Doctors' drug-industry ties made public


The Cleveland Clinic has announced it's going to disclose its doctors' ties to the drug industry, upfront, on its website. Janet Babin reports.

TEXT OF STORY
KAI RYSSDAL: Drug companies spend a lot of time and money trying to convince doctors to prescribe their products.
That's not, in and of itself, a problem. It's called marketing.

When there's a personal financial relationship, that's another question. A physician's endorsement can help turn a pill into a
blockbuster. But what if it's at the expense of some kind of alternative treatment and the patient never knows about the
relationship.

Today The Cleveland Clinic announced it's going to disclose its doctors' ties to the drug industry -- upfront -- on its website. Screen capture from Dr.
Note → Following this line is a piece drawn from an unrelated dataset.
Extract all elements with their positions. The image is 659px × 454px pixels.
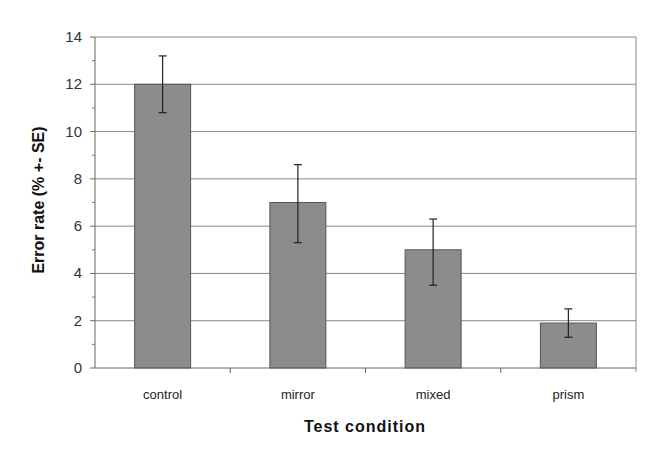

Mercedes
Dullum's page on the Cleveland Clinic
website. (ClevelandClinic.org)
Janet Babin reports from the Marketplace Innovations Desk at North Carolina Public Radio.
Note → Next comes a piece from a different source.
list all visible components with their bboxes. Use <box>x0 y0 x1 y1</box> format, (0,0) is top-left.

JANET BABIN: In the "Find a doctor" section of the Cleveland Clinic's website, Dr. Mercedes Dullum is listed as a cardiac surgeon. I can review her
photo, bio, and now, find out that she has a partnership with a medical device company called Cormatrix.
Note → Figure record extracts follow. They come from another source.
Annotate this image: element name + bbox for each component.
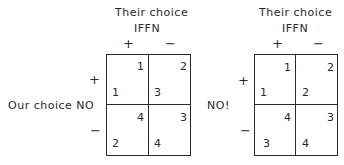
- left-cell-mm-their: 3: [180, 112, 188, 124]
- right-cell-mp-their: 4: [284, 112, 292, 124]
- left-cell-pm-our: 3: [154, 87, 162, 99]
- left-column-title: Their choice: [115, 7, 188, 19]
- left-col-plus: +: [123, 37, 134, 50]
- right-col-plus: +: [272, 37, 283, 50]
- right-cell-pp-their: 1: [284, 62, 292, 74]
- right-cell-pm-our: 2: [302, 87, 310, 99]
- left-row-minus: −: [90, 124, 101, 137]
- left-matrix-divider-h: [106, 104, 191, 105]
- right-cell-mm-our: 4: [302, 138, 310, 150]
- left-cell-mp-our: 2: [112, 138, 120, 150]
- left-column-subtitle: IFFN: [134, 23, 160, 35]
- right-cell-pm-their: 2: [327, 62, 335, 74]
- right-cell-mp-our: 3: [263, 138, 271, 150]
- left-cell-pp-our: 1: [112, 87, 120, 99]
- right-row-minus: −: [240, 124, 251, 137]
- right-row-plus: +: [238, 74, 249, 87]
- right-row-label: NO!: [207, 100, 230, 112]
- right-col-minus: −: [313, 37, 324, 50]
- left-cell-pm-their: 2: [180, 61, 188, 73]
- right-column-title: Their choice: [259, 7, 332, 19]
- left-cell-mm-our: 4: [154, 138, 162, 150]
- left-cell-pp-their: 1: [137, 61, 145, 73]
- left-row-label: Our choice NO: [8, 100, 94, 112]
- left-col-minus: −: [165, 37, 176, 50]
- right-cell-mm-their: 3: [327, 112, 335, 124]
- right-matrix-divider-h: [254, 104, 338, 105]
- left-cell-mp-their: 4: [137, 112, 145, 124]
- left-row-plus: +: [89, 73, 100, 86]
- right-cell-pp-our: 1: [260, 87, 268, 99]
- right-column-subtitle: IFFN: [282, 23, 308, 35]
Not that there's anything wrong with that, says the Cleveland Clinic's Guy Chisolm:

GUY CHISOLM: Partnerships with industry are not evil, and they're not all bad and they're not all prejudicial. But you want to do these
partnerships ethically, and you want to do them where you eliminate bias.

Bias issues between doctors and the drug industry have come to a head this year. A congressional inquiry found that some physicians were making millions
reviewing drug trials. They failed to reveal that they were being paid by the drug companies.
But T Rowe Price analyst Jay Markowitz says it is possible to get paid and still be objective.

JAY MARKOWITZ: I don't view the kind of payment for time and services as a bribe to lie about the risks and benefits of a treatment.

Still, studies have shown that company-sponsored research is more likely to produce positive results.

David Hamilton at B-Net.com says it's just human nature.

DAVID HAMILTON: If somebody gives you a lot of money, even if it's to support your research, even if you're not benefiting personally from it,
you start thinking of them more as, you know, friends than as people you're doing business with.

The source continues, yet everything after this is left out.